LONDON (Reuters) - It's a packed week ahead for markets with the European Central Bank holding a crunch meeting on whether or not to hike rates again as the economy falters, while the United States releases latest inflation numbers.
Rising oil prices could re-ignite angst about price pressures. Key UK jobs data and a G20 summit, marked by the absence of China's Xi Jinping, are also in focus.
Here's your week ahead in markets from Yoruk Bahceli in Amsterdam, Ira Iosebashvili in New York, Kevin Buckland in Tokyo, Li Gu in Shanghai and Amanda Cooper and Ahmad Ghaddar in London.
1/COIN TOSS
ECB rate hikes were once a done deal for traders, but a year and 425 bps of rises later, those days are long gone.
Inflation has slowed to just over 5% from nearly 12% last October, but is still too sticky for the ECB to relax. Economic activity is slowing fast, however, signalling stagnation for the euro zone, and those record-paced hikes are squeezing financial conditions.
That conundrum has left traders betting on a roughly 40% chance of a hike and 60% chance of a pause when rates-setters meet on Thursday.
Policymakers are sending mixed signals. The doves urge caution; the most hawkish hawks say a pause is not a done deal, but haven't explicitly called for a hike either.
The decision is a coin toss - expect more volatility either way.
2/ TRADING GOLDILOCKS
Stock markets are riding high on the Goldilocks narrative of ebbing inflation and resilient growth, heartened by an August U.S. jobs report that showed labor market conditions easing but not at an alarming pace.
Wednesday's August U.S. inflation data, followed by producer price and retail sales numbers a day later, are the next test.
A headline number far above the 0.5% month-on-month increase expected by economists could revive inflation fears, a sharp dropoff would likely spark worries that growth is slowing too quickly after Fed rate hikes.
Goldman Sachs lowered its probability for a U.S recession in the next year to 15% from 20%.
For now, those in the Goldilocks camp appear to be right. Whether that lasts is another question.
3/ CRACKS IN CHINA Pressure is on China to pump up stimulus with investors disappointed with steps so far. Mainland stocks suffered their worst session in weeks on Thursday, following dreary trade data.
Economic woes have undercut the currency, languishing on the weaker side of the key 7.3 per dollar line in offshore trading and resisting central bank efforts to support it through stronger-than-consensus official midpoint fixings. Every data point is being watched closely. Next up are consumer and factory price data this weekend, with industrial output and retail sales out on the 15th. Escalating tit-for-tat tensions with the United States are another worry.

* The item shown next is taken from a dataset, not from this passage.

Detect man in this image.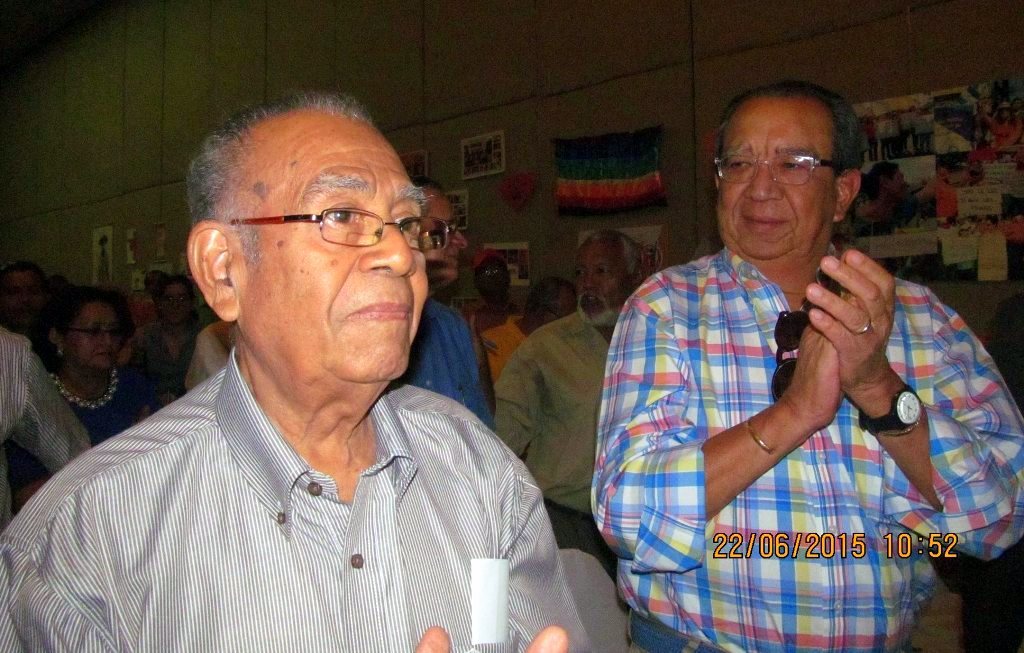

Washington is debating cutting off chip tech access to Huawei and SMIC; Beijing has reportedly banned official use of iPhones. Chinese President Xi Jinping will be spared hard questions at this weekend's G-20 summit in India: He's not attending, another worrying sign of distancing between China and the West.
4/ A PESKY GENIE
The focus for markets on employment is on job growth. Not so much in Britain, where wages are a far bigger headache for Bank of England policymakers.

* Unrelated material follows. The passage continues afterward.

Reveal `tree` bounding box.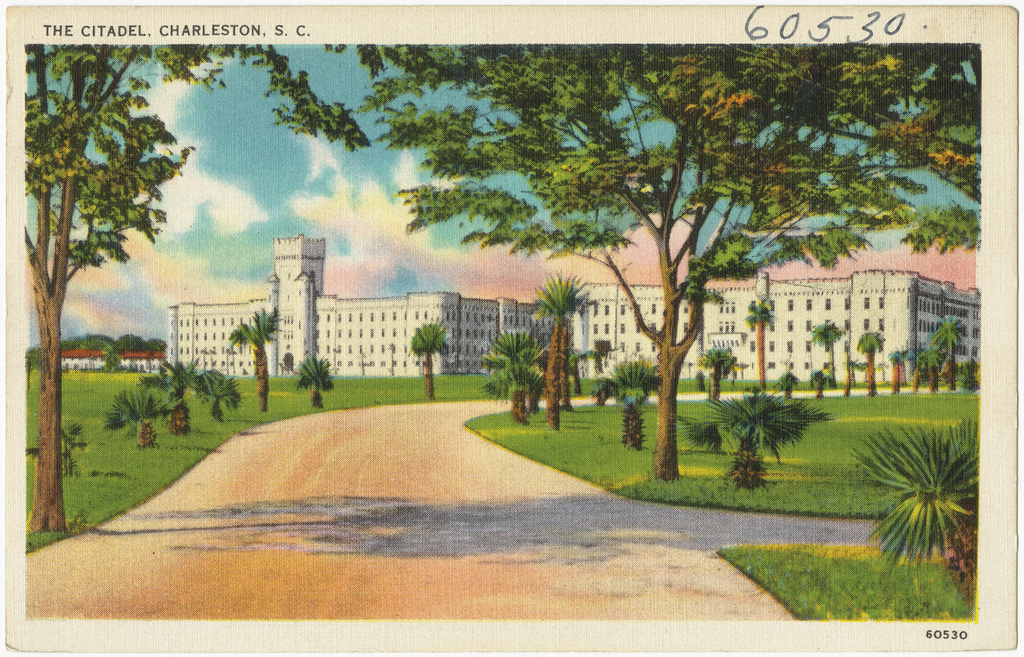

The unemployment rate has been edging above last year's 48-year low, indicating some softening in the jobs market, while basic earnings are rising at record pace.

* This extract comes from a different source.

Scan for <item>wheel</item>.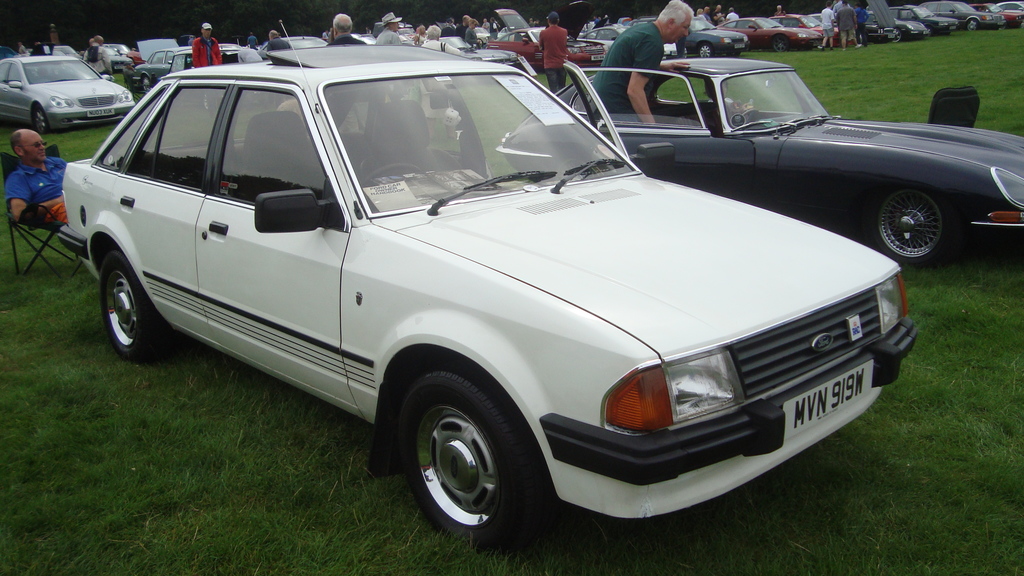
Scan result: box=[31, 106, 47, 132].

Workers are seeing wage growth in real terms for the first time in two years, albeit at just 0.1%. Good news for anyone paying bills, bad news for anyone trying to anchor inflation.
BoE Governor Andrew Bailey knows this all too well, having made headlines last February by calling for workers to show pay restraint, as real wage growth fell.
The question the BoE will have to answer on Sept 12, when August jobs numbers are released, is how to get the inflation genie back in the bottle.
5/ OIL RUSH
Brent crude has broken above $90 a barrel for the first time since November 2022 as Saudi Arabia and Russia look set to extend voluntary oil cuts to year-end.
Both will review their decisions monthly to consider deepening cuts or raising output, depending on market conditions.
Analysts warn that further price increases could face obstacles with demand likely to dip when U.S. refineries enter their September-October maintenance period, and from potentially higher supply from Iran, Venezuela and Libya.
For policymakers counting on price pressures abating fast, resurgent oil prices are problematic for the inflation outlook. At end-June, oil was down around 17% for the year, now it's up roughly 4% and rising.